The key (no pun intended) I think was to realize that the merge was returning NA for the missed IDs, so I should add the flag to unmatched at each step, e.g., at step 1:

unmatched <- dt[.(1:(yr - 1L))
                ][!id %in% existing_ids,
                  .SD[.N], by = id][ , flag1 := TRUE]
dt[year == yr, c("id", "flag1") := 
     unmatched[.SD, .(id, flag1), on = "name,surname"]]

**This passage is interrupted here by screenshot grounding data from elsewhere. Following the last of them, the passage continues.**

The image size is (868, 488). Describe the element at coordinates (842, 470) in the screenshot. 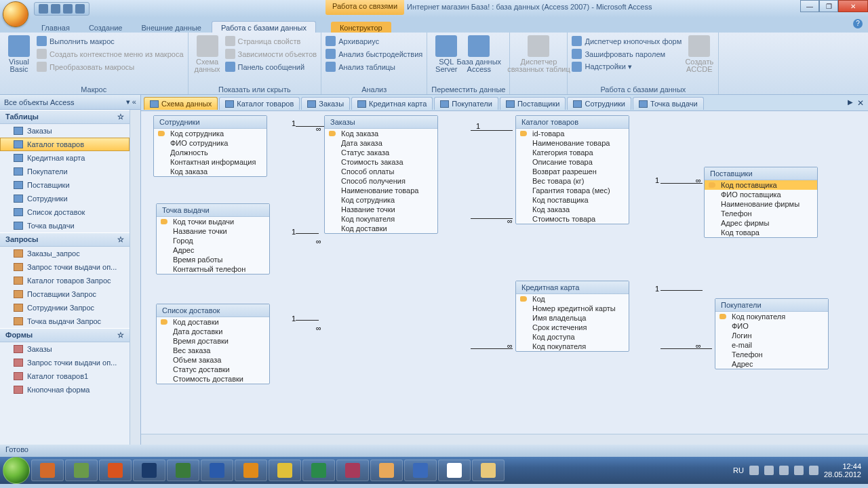

I see `clock: 12:4428.05.2012` at that location.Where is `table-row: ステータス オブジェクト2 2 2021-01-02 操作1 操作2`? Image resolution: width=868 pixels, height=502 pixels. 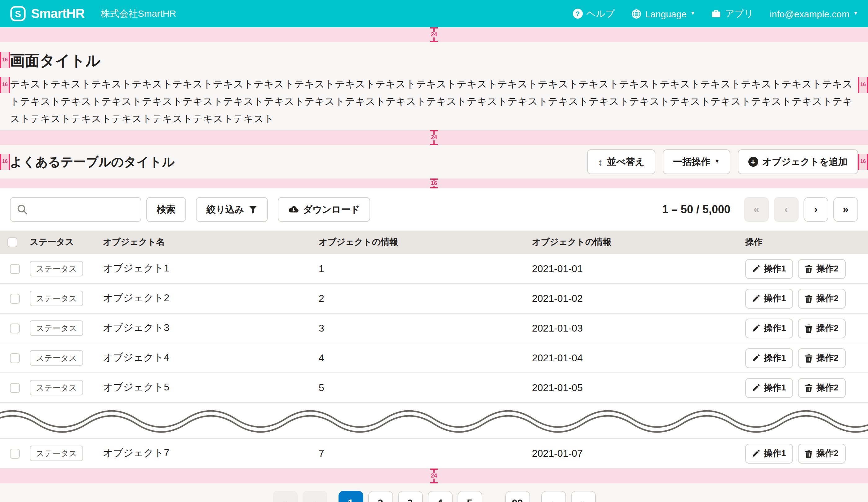 table-row: ステータス オブジェクト2 2 2021-01-02 操作1 操作2 is located at coordinates (434, 299).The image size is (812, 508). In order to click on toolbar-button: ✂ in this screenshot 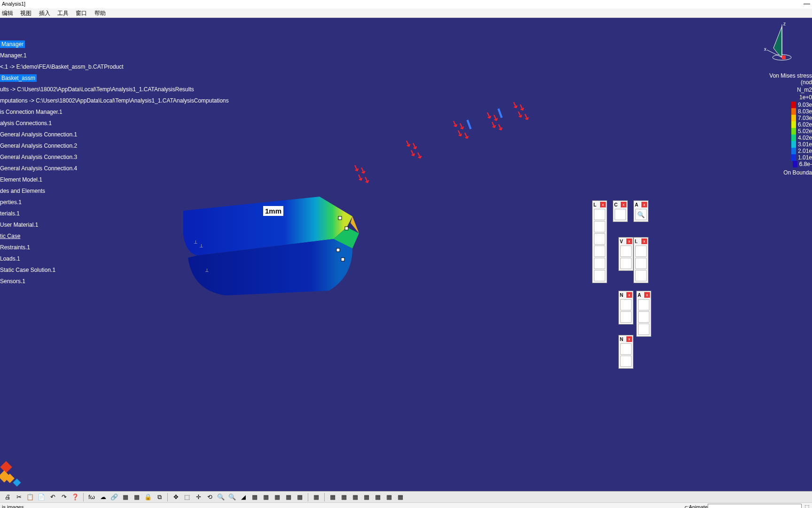, I will do `click(19, 497)`.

In the end, this produces:

> dt[ ]
     name surname maiden_name id year flag1 flag2
 1: Carol  Clymer              3    1 FALSE FALSE
 2:   Jim   Jones              2    1 FALSE FALSE
 3:   Joe   Smith              1    1 FALSE FALSE
 4:   Joe   Smith              1    1 FALSE FALSE
 5:   Ann  Cotter              4    2    NA    NA
 6: Carol   Klein      Clymer  3    2    NA  TRUE
 7:   Joe   Smith              1    2  TRUE FALSE
 8:   Ann  Cotter              4    3  TRUE FALSE
 9:  Beth   Brown              5    3    NA    NA
10:   Joe   Smith              1    4  TRUE FALSE
11:   Joe   Smith              1    4  TRUE FALSE

One problem remaining is that some flags that should be F have reset to NA; would be nice to be able to set nomatch=F, but I'm not too worried about this side effect--the key for me is knowing when each flag is T.